Cynicism and Forgiveness

“Forgiveness” is my wife’s favorite song on my new CD.  (Click HERE to listen to the song)  The chorus goes:

It’s impossible to give forgiveness

It’s even worse to have to ask

If letting go is the answer

Living like it’s gone is the task.

How else you going to deal with the past?

Lance Armstrong and General Petraeus in one year are maybe more than we can take, even in our jaded time.  I find myself turning it all off more and more just to preserve my soul.  Cynicism can cripple the spirit.  It can rest on the

How else you gonna deal with the past?

belief that everything is a con, everybody is out to get you, all politicians are evil, and all human beings’ motives are bad.  While Christians might be seen to have a lot in common with that, what with the fall of humanity and all, I’m here to say, “Not really.”

The Christian gospel is not as much about how bad we are as that God knows it and loves us anyway.  Sin is not what lives on at the end of the day.  Its moment is the middle of a Friday with a dark sky and a rugged cross and a man yelling, “It is finished.”  But the last word is an empty tomb, followed by a hopeful church, a Holy Spirit, and a kingdom to come.

So as Thanksgiving approaches, it might do well for us to think about how to defeat it in our lives.  I want to offer two helpful practices from our faith that can be an antidote to cynicism. Continue reading Cynicism and Forgiveness

Whitney Houston and the Biggest Devil

Whitney Houston made your heart soar with that magnificent voice.  You kept hoping for her—so lovely, so achingly vulnerable, so fragile.  “Come on back, girl,” you hoped.   In the end, she didn’t.  There will be moralizing—drugs, bad choices, all the rest.  But such times are wrong for moral lessons.  There is a time to criticize, and a time to refrain from criticizing.  A time to learn a lesson, and a time to let the dead alone and mourn.

The story of Whitney Houston makes me think how hard it is to care for one’s own soul when there are so many other agendas vying for us.

Diane Sawyer recounted on the news last evening about that famous interview in 2002, when there was so much speculation about how thin she was and wondering about her condition.

Sawyer:   If you had to name the devil for you, the biggest devil among them?

Houston:   That would be me. It’s my deciding, it’s my heart, it’s what I want. And what I don’t want. Nobody makes me

Whitney in happier days

do anything I don’t want to do. It’s my decision. So the biggest devil is me. I’m either my best friend or my worst enemy. And that’s how I have to deal with it.

I respect her right to assess her own life.  But to take it a little deeper, I would add that it is important to understand what it means to genuinely accept the responsibility to care for oneself. If that sounds easy to do, it is not.  We are stewards of our lives.  A friend of mine told me of a seminary teacher colleague who used to say, “The first spiritual law is this: God loves you, and everyone has a plan for your life.”

Whitney said on the interview played on the news that the most terrible sound in the world is the sound of 10,000 disappointed fans.  That in my opinion is the demonic temptation of being an entertainer or for anyone who works with people on a large scale.  Preachers know: one or two venomous critics can cancel 100 who are blessed by us—if we give them that power.

But why would we?  And then there is that restlessness in oneself.  I asked an ambitious classmate of mine, who was never satisfied that the current church he was in was not a “good fit” for him,  “How many people will it take to tell you how wonderful you are before you can be happy?”  That’s the question you have to answer before you can do this work. That was three churches ago for him.  Hope he finally found the grass above the septic tank.

A pastor friend put it this way wants:  “I’m not bothered by what the critics said nearly so much I am bothered that I let it bother me.”   THAT is the place where the devil does his best work.

Rest in peace, Whitney.  Sing with the angels, and fear the critics no more.  In heaven, every judgment heals and purges, and there are no more tears or pain, for the former things have passed away.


*REQUIRED WORK*
State the number of lines in the material below that hold "each", and add nothing to it.

*DATASET EXCERPTS*

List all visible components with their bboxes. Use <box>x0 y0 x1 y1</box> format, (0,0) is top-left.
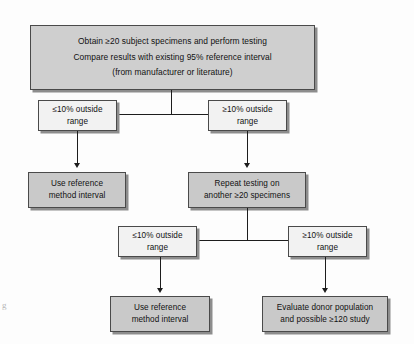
flowchart-diagram: Obtain ≥20 subject specimens and perform… <box>0 0 414 344</box>
node-decision-1-left: ≤10% outside range <box>38 100 117 131</box>
arrowhead-to-outcome-1 <box>74 163 80 168</box>
margin-glyph: g <box>2 300 7 310</box>
node-decision-1-right: ≥10% outside range <box>208 100 287 131</box>
node-decision-2-right-label: ≥10% outside range <box>299 230 355 254</box>
arrowhead-to-repeat <box>244 163 250 168</box>
node-start-line2: Compare results with existing 95% refere… <box>70 50 274 66</box>
node-start: Obtain ≥20 subject specimens and perform… <box>30 25 315 90</box>
connector-to-outcome-3 <box>325 257 326 290</box>
connector-to-repeat <box>247 131 248 165</box>
node-outcome-3: Evaluate donor population and possible ≥… <box>262 296 388 332</box>
node-decision-1-left-label: ≤10% outside range <box>49 104 105 128</box>
connector-to-outcome-1 <box>77 131 78 165</box>
node-outcome-2: Use reference method interval <box>110 296 210 332</box>
arrowhead-to-outcome-2 <box>157 288 163 293</box>
node-outcome-1: Use reference method interval <box>28 172 126 208</box>
node-outcome-1-label: Use reference method interval <box>46 178 109 202</box>
node-decision-1-right-label: ≥10% outside range <box>219 104 275 128</box>
node-decision-2-left-label: ≤10% outside range <box>129 230 185 254</box>
node-start-line1: Obtain ≥20 subject specimens and perform… <box>75 34 270 50</box>
connector-repeat-stem <box>247 208 248 241</box>
node-decision-2-left: ≤10% outside range <box>118 226 197 257</box>
connector-start-stem <box>171 90 172 115</box>
node-decision-2-right: ≥10% outside range <box>288 226 367 257</box>
node-start-line3: (from manufacturer or literature) <box>109 65 235 81</box>
node-repeat-testing-label: Repeat testing on another ≥20 specimens <box>201 178 293 202</box>
node-outcome-2-label: Use reference method interval <box>129 302 192 326</box>
arrowhead-to-outcome-3 <box>322 288 328 293</box>
connector-to-outcome-2 <box>160 257 161 290</box>
node-repeat-testing: Repeat testing on another ≥20 specimens <box>188 172 306 208</box>
node-outcome-3-label: Evaluate donor population and possible ≥… <box>274 302 376 326</box>
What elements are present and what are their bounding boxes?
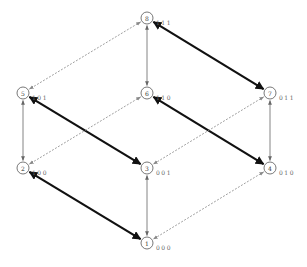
node-6: 6110: [141, 87, 172, 101]
node-binary-label: 110: [156, 94, 172, 101]
edge-8-7: [153, 22, 263, 89]
node-id-label: 2: [21, 165, 25, 172]
cube-diagram: 10002100300140105101611070118111: [0, 0, 307, 267]
node-id-label: 8: [145, 15, 149, 22]
node-2: 2100: [17, 162, 48, 176]
node-binary-label: 111: [156, 19, 172, 26]
node-binary-label: 101: [32, 94, 48, 101]
node-id-label: 3: [145, 165, 149, 172]
node-8: 8111: [141, 12, 172, 26]
edge-4-1: [153, 172, 263, 239]
node-binary-label: 001: [156, 169, 172, 176]
node-1: 1000: [141, 237, 172, 251]
node-id-label: 4: [268, 165, 272, 172]
edge-2-1: [29, 172, 140, 239]
node-id-label: 5: [21, 90, 25, 97]
node-id-label: 7: [268, 90, 272, 97]
node-binary-label: 100: [32, 169, 48, 176]
node-id-label: 1: [145, 240, 149, 247]
node-3: 3001: [141, 162, 172, 176]
edges-layer: [23, 22, 270, 239]
node-5: 5101: [17, 87, 48, 101]
nodes-layer: 10002100300140105101611070118111: [17, 12, 295, 251]
node-binary-label: 011: [279, 94, 295, 101]
node-4: 4010: [264, 162, 295, 176]
node-id-label: 6: [145, 90, 149, 97]
edge-8-5: [29, 22, 140, 89]
node-binary-label: 010: [279, 169, 295, 176]
node-7: 7011: [264, 87, 295, 101]
node-binary-label: 000: [156, 244, 172, 251]
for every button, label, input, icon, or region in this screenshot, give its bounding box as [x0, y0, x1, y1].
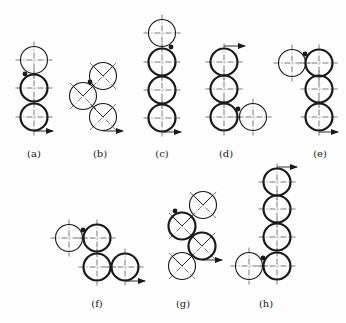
figure-label: (g): [176, 298, 190, 309]
radius-line: [103, 66, 113, 76]
radius-line: [203, 195, 213, 205]
start-point-dot: [236, 107, 241, 112]
radius-line: [83, 86, 93, 96]
figure-label: (f): [91, 298, 103, 309]
start-point-dot: [81, 228, 86, 233]
figure-b: (b): [70, 63, 124, 160]
start-point-dot: [303, 52, 308, 57]
radius-line: [73, 86, 83, 96]
figure-h: (h): [231, 164, 298, 310]
figure-c: (c): [144, 15, 182, 160]
rolling-circle-diagram-set: (a)(b)(c)(d)(e)(f)(g)(h): [0, 0, 346, 323]
figure-f: (f): [51, 220, 146, 310]
figure-label: (d): [219, 148, 233, 159]
radius-line: [182, 256, 192, 266]
figure-label: (e): [313, 148, 327, 159]
diagram-canvas: (a)(b)(c)(d)(e)(f)(g)(h): [0, 0, 346, 323]
start-point-dot: [173, 209, 178, 214]
start-point-dot: [261, 256, 266, 261]
radius-line: [182, 216, 192, 226]
radius-line: [93, 66, 103, 76]
radius-line: [193, 195, 203, 205]
figure-label: (h): [259, 298, 273, 309]
radius-line: [93, 107, 103, 117]
figure-label: (b): [93, 148, 107, 159]
figure-label: (a): [27, 148, 41, 159]
radius-line: [172, 216, 182, 226]
start-point-dot: [169, 45, 174, 50]
radius-line: [103, 107, 113, 117]
radius-line: [192, 236, 202, 246]
figure-label: (c): [155, 148, 169, 159]
figure-g: (g): [169, 192, 223, 310]
start-point-dot: [23, 72, 28, 77]
radius-line: [172, 256, 182, 266]
figure-a: (a): [16, 42, 54, 160]
radius-line: [202, 236, 212, 246]
figure-e: (e): [274, 45, 339, 160]
figure-d: (d): [206, 44, 272, 160]
start-point-dot: [88, 80, 93, 85]
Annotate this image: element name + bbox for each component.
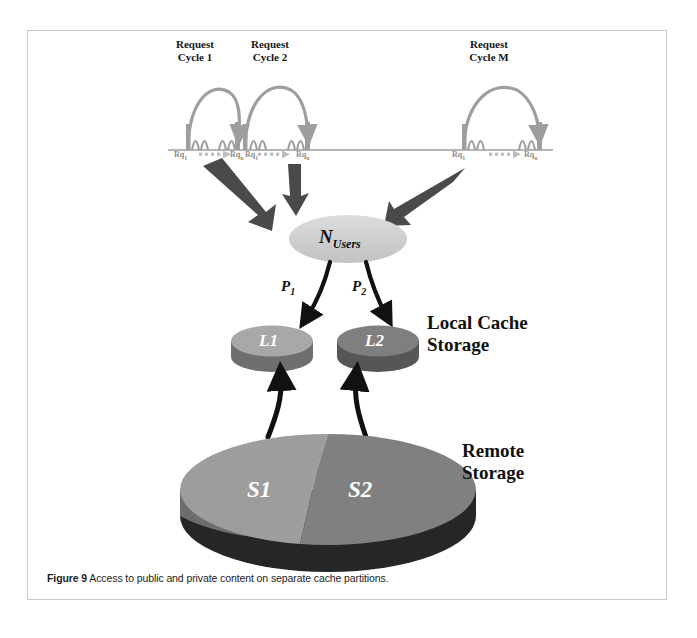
figure-caption-number: Figure 9 <box>47 572 87 584</box>
l1-label: L1 <box>259 331 278 351</box>
request-cycle-2-title: Request Cycle 2 <box>240 38 300 63</box>
local-cache-storage-title: Local Cache Storage <box>427 312 587 356</box>
diagram-canvas <box>0 0 697 638</box>
feed-arrow-2 <box>282 164 309 216</box>
s2-label: S2 <box>348 477 372 503</box>
cycle-2-end-label: Rqn <box>296 150 310 161</box>
cycle-1-dots <box>199 150 231 158</box>
p2-arrow <box>366 262 386 315</box>
cycle-1-end-label: Rqn <box>230 150 244 161</box>
request-cycle-m-group <box>462 87 542 158</box>
cycle-2-start-label: Rq1 <box>245 150 258 161</box>
request-cycle-m-title: Request Cycle M <box>458 38 520 63</box>
remote-storage-pie <box>180 434 476 572</box>
feed-arrow-3 <box>384 168 465 226</box>
cycle-m-dots <box>489 150 521 158</box>
figure-container: Request Cycle 1 Request Cycle 2 Request … <box>0 0 697 638</box>
feed-arrow-1 <box>203 158 276 231</box>
n-users-label: NUsers <box>319 226 361 252</box>
cycle-1-start-label: Rq1 <box>174 150 187 161</box>
figure-caption-text: Access to public and private content on … <box>89 572 388 584</box>
request-cycle-1-title: Request Cycle 1 <box>165 38 225 63</box>
request-cycle-2-group <box>243 87 310 158</box>
figure-caption: Figure 9 Access to public and private co… <box>47 572 647 584</box>
p1-label: P1 <box>281 278 295 297</box>
p1-arrow <box>307 262 330 317</box>
s2-to-l2-arrow <box>355 378 366 437</box>
probability-arrows-group <box>307 262 386 317</box>
s1-label: S1 <box>247 477 271 503</box>
l2-label: L2 <box>365 331 384 351</box>
cycle-m-end-label: Rqn <box>524 150 538 161</box>
remote-storage-title: Remote Storage <box>462 440 612 484</box>
cycle-2-dots <box>258 150 290 158</box>
request-cycle-1-group <box>186 89 240 158</box>
fetch-arrows-group <box>268 378 366 437</box>
s1-to-l1-arrow <box>268 378 281 437</box>
cycle-m-start-label: Rq1 <box>452 150 465 161</box>
p2-label: P2 <box>352 278 366 297</box>
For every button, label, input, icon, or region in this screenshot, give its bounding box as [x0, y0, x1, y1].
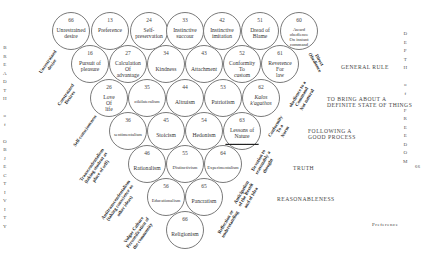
circle-42-instinctive-imitation: 42Instinctive imitation — [203, 12, 241, 50]
label-preference: Preference — [372, 222, 398, 228]
circle-61-reverence-for-law: 61Reverence For law — [261, 45, 299, 83]
circle-66-religionism: 66Religionism — [166, 211, 204, 249]
label-unrestrained-desire: Unrestrained desire — [35, 46, 64, 82]
label-reasonableness: REASONABLENESS — [277, 196, 335, 202]
axis-letter: D — [403, 30, 407, 39]
axis-letter: H — [3, 95, 7, 104]
label-definite-state: TO BRING ABOUT A DEFINITE STATE OF THING… — [327, 96, 412, 108]
circle-55-distinctivism: 55Distinctivism — [166, 145, 204, 183]
axis-letter: O — [3, 138, 7, 147]
circle-65-pancratism: 65Pancratism — [185, 178, 223, 216]
label-conformity-to-norm: Conformity To a Norm — [266, 112, 295, 146]
axis-letter: H — [403, 64, 407, 73]
circle-53-patriotism: 53Patriotism — [204, 79, 242, 117]
axis-letter: M — [403, 158, 407, 167]
label-self-consciousness: Self-consciousness — [69, 109, 102, 153]
axis-letter: T — [3, 87, 6, 96]
circle-51-dread-of-blame: 51Dread of Blame — [241, 12, 279, 50]
label-truth: TRUTH — [293, 165, 314, 171]
axis-letter: o — [404, 81, 407, 90]
axis-letter: T — [3, 180, 6, 189]
circle-16-pursuit-of-pleasure: 16Pursuit of pleasure — [71, 45, 109, 83]
label-reflection: Reflection or understanding — [214, 205, 241, 241]
axis-letter — [4, 129, 5, 138]
circle-64-experimentalism: 64Experimentalism — [204, 145, 242, 183]
axis-letter: A — [3, 70, 7, 79]
axis-letter: f — [4, 121, 6, 130]
label-direct-obedience: Direct Obedience — [305, 46, 329, 77]
axis-letter: C — [3, 172, 6, 181]
axis-letter: R — [3, 53, 6, 62]
circle-45-stoicism: 45Stoicism — [147, 112, 185, 150]
circle-62-kalos-kagathos: 62Kalos k'agathos — [242, 79, 280, 117]
circle-13-preference: 13Preference — [91, 12, 129, 50]
circle-52-conformity-to-custom: 52Conformity To custom — [223, 45, 261, 83]
label-transcendentalism: Transcendentalism (taking student as pla… — [75, 142, 118, 194]
circle-43-attachment: 43Attachment — [185, 45, 223, 83]
axis-letter: J — [4, 155, 6, 164]
label-vulgar-culture: Vulgar Culture Personification of the co… — [117, 207, 160, 259]
axis-letter: o — [4, 112, 7, 121]
circle-36-sentimentalism: 36sentimentalism — [109, 112, 147, 150]
axis-letter — [4, 104, 5, 113]
axis-letter: D — [403, 141, 407, 150]
axis-letter: E — [404, 124, 407, 133]
axis-letter: T — [3, 214, 6, 223]
left-axis-label: BREADTH of OBJECTIVITY — [3, 44, 7, 231]
axis-letter — [405, 73, 406, 82]
axis-letter: R — [404, 115, 407, 124]
page-number: 66 — [415, 165, 421, 170]
axis-letter: E — [404, 132, 407, 141]
circle-66-unrestrained-desire: 66Unrestrained desire — [52, 12, 90, 50]
axis-letter: T — [404, 56, 407, 65]
axis-letter: I — [4, 206, 6, 215]
axis-letter: Y — [3, 223, 7, 232]
axis-letter: P — [404, 47, 407, 56]
label-good-process: FOLLOWING A GOOD PROCESS — [308, 128, 356, 140]
label-constrained-desires: Constrained Desires — [53, 79, 82, 115]
axis-letter: E — [3, 163, 6, 172]
circle-60-award-obedience: 60Award obedience On instant command — [280, 12, 318, 50]
axis-letter: O — [403, 149, 407, 158]
label-devotion-to-reasonably: Devotion to reasonably a thought — [248, 144, 279, 181]
label-general-rule: GENERAL RULE — [341, 64, 389, 70]
axis-letter: I — [4, 189, 6, 198]
circle-35-oikilateralism: 35oikilateralism — [128, 79, 166, 117]
circle-27-calculation-of-advantage: 27Calculation Of advantage — [109, 45, 147, 83]
circle-63-lessons-of-nature: 63Lessons of Nature___________________ — [223, 112, 261, 150]
axis-letter: V — [3, 197, 7, 206]
label-obedience-to-command: obedience to a Command Not natural — [286, 77, 318, 116]
circle-34-kindness: 34Kindness — [147, 45, 185, 83]
circle-44-altruism: 44Altruism — [166, 79, 204, 117]
axis-letter: E — [3, 61, 6, 70]
axis-letter: B — [3, 44, 6, 53]
circle-56-educationalism: 56Educationalism — [147, 178, 185, 216]
circle-46-rationalism: 46Rationalism — [128, 145, 166, 183]
circle-33-instinctive-succour: 33Instinctive succour — [166, 12, 204, 50]
axis-letter: B — [3, 146, 6, 155]
circle-54-hedonism: 54Hedonism — [185, 112, 223, 150]
axis-letter: D — [3, 78, 7, 87]
axis-letter: E — [404, 39, 407, 48]
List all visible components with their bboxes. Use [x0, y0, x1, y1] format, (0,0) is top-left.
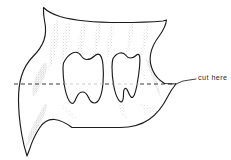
figure-root: cut here [0, 0, 231, 160]
specimen-illustration [0, 0, 231, 160]
cut-here-label: cut here [198, 74, 228, 81]
leader-line [176, 79, 196, 84]
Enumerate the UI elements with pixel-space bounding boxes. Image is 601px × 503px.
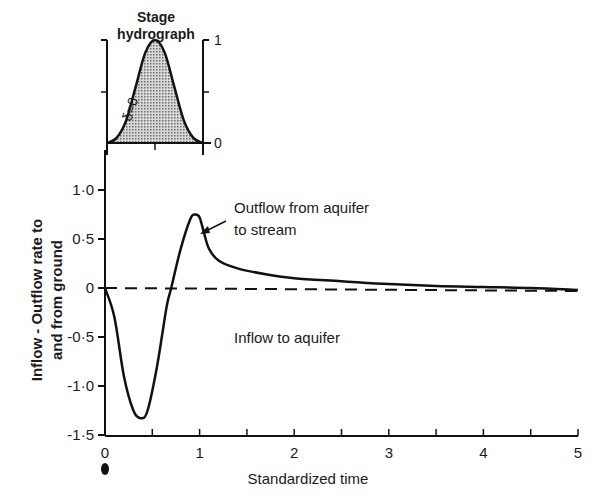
origin-marker-icon bbox=[101, 463, 109, 475]
inset-title-line-1: Stage bbox=[137, 9, 175, 25]
x-tick-label: 3 bbox=[385, 444, 393, 461]
x-tick-label: 1 bbox=[195, 444, 203, 461]
inset-stage-area bbox=[107, 40, 203, 143]
y-axis-label-line-2: and from ground bbox=[48, 240, 65, 360]
x-tick-label: 5 bbox=[574, 444, 582, 461]
annotation-inflow: Inflow to aquifer bbox=[234, 329, 340, 346]
main-plot: 1·00·50-0·5-1·0-1·5 012345 Outflow from … bbox=[28, 150, 582, 487]
y-tick-label: -0·5 bbox=[67, 328, 94, 345]
inset-stage-hydrograph: Stage hydrograph 1 0 δ=0 bbox=[101, 9, 222, 155]
y-tick-label: 1·0 bbox=[72, 181, 94, 198]
y-tick-label: -1·5 bbox=[67, 426, 94, 443]
y-tick-label: -1·0 bbox=[67, 377, 94, 394]
y-tick-label: 0 bbox=[86, 279, 94, 296]
inset-ytick-0: 0 bbox=[214, 135, 222, 151]
y-axis-label-line-1: Inflow - Outflow rate to bbox=[28, 219, 45, 381]
x-axis-label: Standardized time bbox=[248, 470, 369, 487]
chart-canvas: Stage hydrograph 1 0 δ=0 1·00·50-0·5-1·0… bbox=[0, 0, 601, 503]
x-tick-label: 0 bbox=[101, 444, 109, 461]
x-tick-label: 2 bbox=[290, 444, 298, 461]
y-tick-label: 0·5 bbox=[72, 230, 94, 247]
inset-ytick-1: 1 bbox=[214, 32, 222, 48]
annotation-outflow-line-2: to stream bbox=[234, 221, 297, 238]
rate-curve bbox=[105, 214, 578, 418]
x-tick-label: 4 bbox=[479, 444, 487, 461]
annotation-outflow-line-1: Outflow from aquifer bbox=[234, 199, 369, 216]
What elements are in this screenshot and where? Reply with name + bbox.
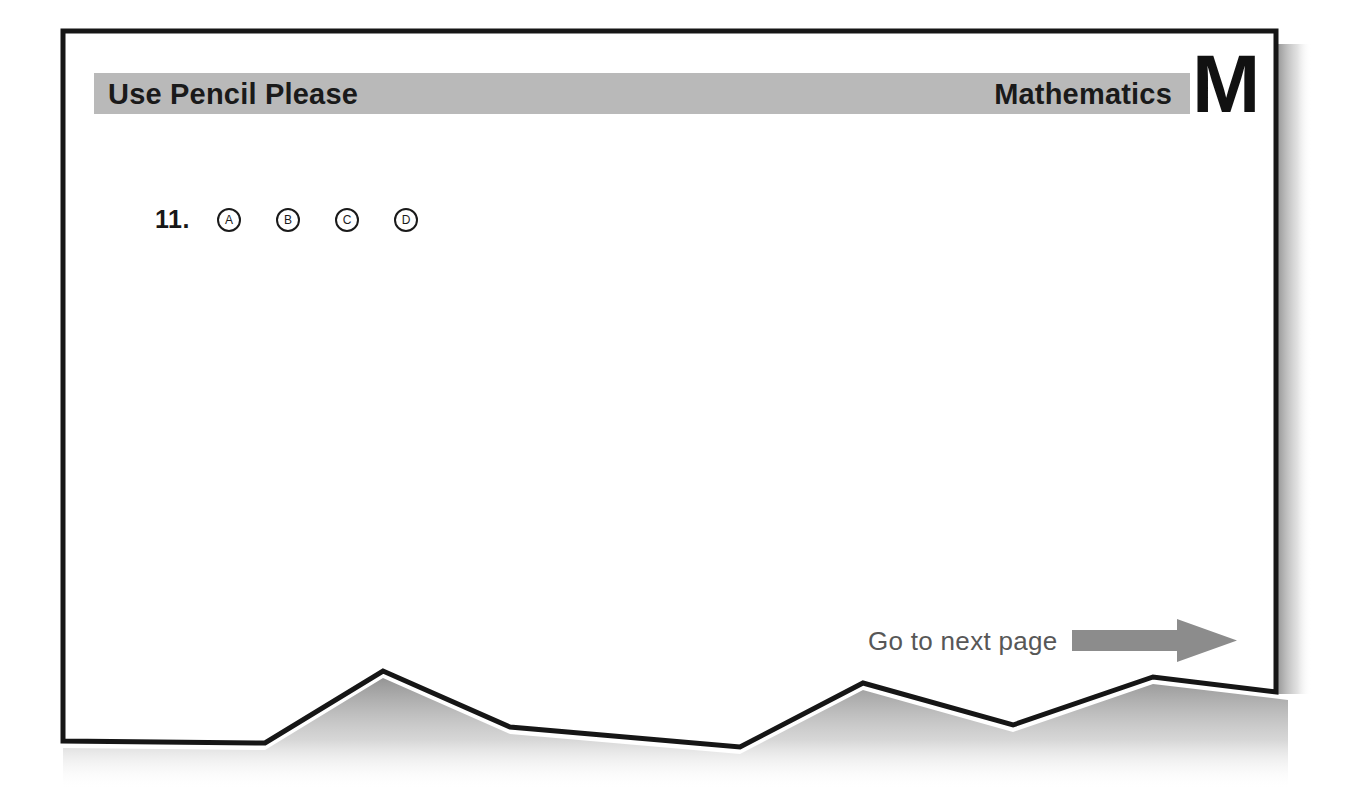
bubble-d-label: D [402,214,411,226]
bubble-a[interactable]: A [217,208,241,232]
next-page-note: Go to next page [868,619,1237,663]
subject-label: Mathematics [994,75,1172,113]
bubble-c[interactable]: C [335,208,359,232]
answer-sheet-page: Use Pencil Please Mathematics M 11. A B … [0,0,1347,790]
subject-letter-badge: M [1192,43,1258,125]
bubble-b-label: B [284,214,292,226]
sheet-content: Use Pencil Please Mathematics M 11. A B … [0,0,1347,790]
pencil-instruction-label: Use Pencil Please [108,75,358,113]
question-row: 11. A B C D [155,205,418,234]
right-arrow-icon [1072,619,1237,663]
question-number: 11. [155,205,217,234]
bubble-b[interactable]: B [276,208,300,232]
answer-bubble-group: A B C D [217,208,418,232]
next-page-label: Go to next page [868,626,1058,657]
bubble-d[interactable]: D [394,208,418,232]
bubble-a-label: A [225,214,233,226]
bubble-c-label: C [343,214,352,226]
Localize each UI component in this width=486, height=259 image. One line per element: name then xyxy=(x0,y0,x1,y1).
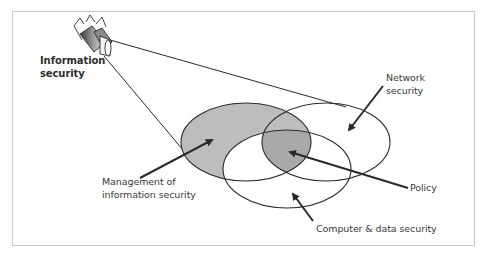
diagram-canvas: Information security Network security Ma… xyxy=(0,0,486,259)
computer-data-security-label: Computer & data security xyxy=(316,222,437,235)
management-label: Management of information security xyxy=(102,175,196,201)
network-arrow xyxy=(349,86,383,130)
network-security-line-1: Network xyxy=(386,71,425,84)
policy-arrow xyxy=(290,152,408,188)
information-security-line-1: Information xyxy=(40,54,105,67)
network-security-label: Network security xyxy=(386,71,425,97)
information-security-line-2: security xyxy=(40,67,105,80)
policy-label: Policy xyxy=(410,181,437,194)
venn-diagram xyxy=(0,0,486,259)
computer-data-security-text: Computer & data security xyxy=(316,222,437,235)
policy-text: Policy xyxy=(410,181,437,194)
information-security-label: Information security xyxy=(40,54,105,80)
security-camera-icon xyxy=(74,15,112,56)
network-security-line-2: security xyxy=(386,84,425,97)
management-line-1: Management of xyxy=(102,175,196,188)
management-line-2: information security xyxy=(102,188,196,201)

*PROBLEM SOLUTION*
2